Regardless, her eggs started to hatch either last night or this morning. One of them only got its head and shoulders out of the shell and I found it dead, I’m thinking the mother eventually kicked it out of the nest after it expired since I found it a few feet away this morning. Another duckling got mostly out but the membrane was extremely dry and stuck tight around the back “quarters” and one shoulder. I gingerly released the baby from the remains of the Shell (with the help of a wet sponge), who was still alive but I don’t have a lot of hope for it. Two or three other eggs have obviously fully formed chicks in them, I can see them through the shell at this point. I don’t know if they are just lagging a bit behind the other ones or if they are dead.
My question is not about “what should I do?” (I’m not actually going to do anything at this point, unless I find more partially hatched ducklings later today.)
It’s more of “what do you think happened?”
As many of you are experiencing has been excessively hot, dry, and smoky across the west for the past several months and I’m wondering if these factors have contributed to this event. I’m curious if the excessive wildfire smoke had any effect on “gas exchange” through the eggshell, making the hatch take longer than normal and I’m wondering if the low humidity throughout the incubation and especially during the actual hatch could simply not be compensated for enough by the hen’s body.

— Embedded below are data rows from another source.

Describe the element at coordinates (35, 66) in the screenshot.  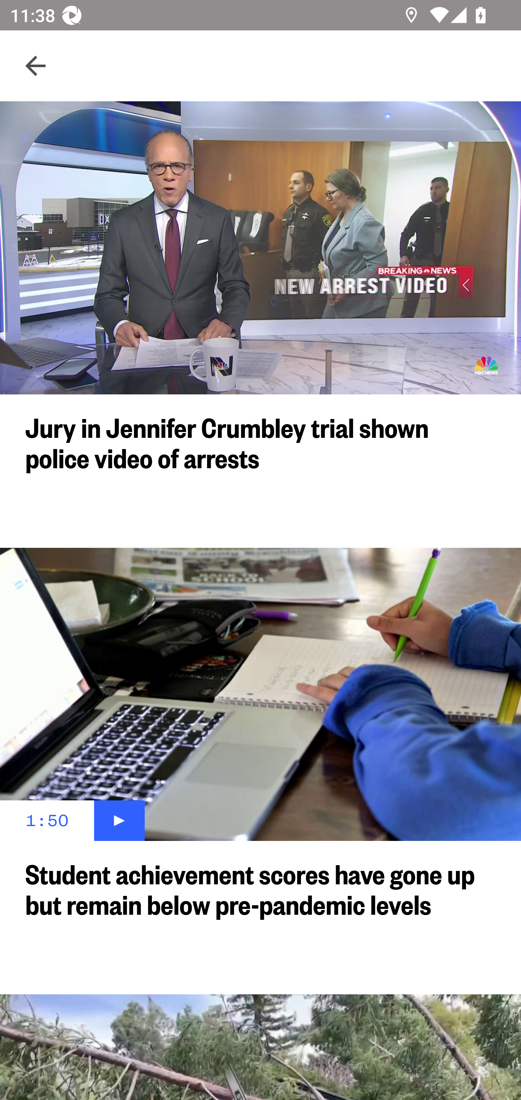
I see `Navigate up` at that location.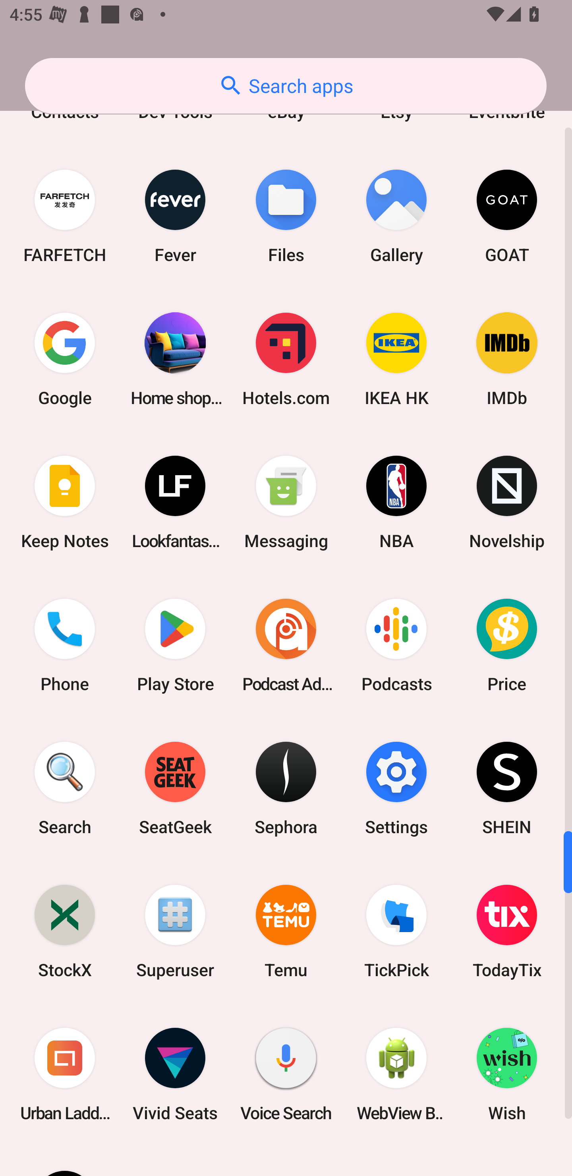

But I had another duck and three chickens successfully hatch their eggs this summer, this was the only “bad” one so maybe just “bad luck” on this one?

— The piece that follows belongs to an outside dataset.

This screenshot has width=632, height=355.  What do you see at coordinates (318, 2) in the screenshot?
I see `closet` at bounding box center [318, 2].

Regardless, her eggs started to hatch either last night or this morning. One of them only got its head and shoulders out of the shell and I found it dead, I’m thinking the mother eventually kicked it out of the nest after it expired since I found it a few feet away this morning. Another duckling got mostly out but the membrane was extremely dry and stuck tight around the back “quarters” and one shoulder. I gingerly released the baby from the remains of the Shell (with the help of a wet sponge), who was still alive but I don’t have a lot of hope for it. Two or three other eggs have obviously fully formed chicks in them, I can see them through the shell at this point. I don’t know if they are just lagging a bit behind the other ones or if they are dead.
My question is not about “what should I do?” (I’m not actually going to do anything at this point, unless I find more partially hatched ducklings later today.)
It’s more of “what do you think happened?”
As many of you are experiencing has been excessively hot, dry, and smoky across the west for the past several months and I’m wondering if these factors have contributed to this event. I’m curious if the excessive wildfire smoke had any effect on “gas exchange” through the eggshell, making the hatch take longer than normal and I’m wondering if the low humidity throughout the incubation and especially during the actual hatch could simply not be compensated for enough by the hen’s body.
But I had another duck and three chickens successfully hatch their eggs this summer, this was the only “bad” one so maybe just “bad luck” on this one?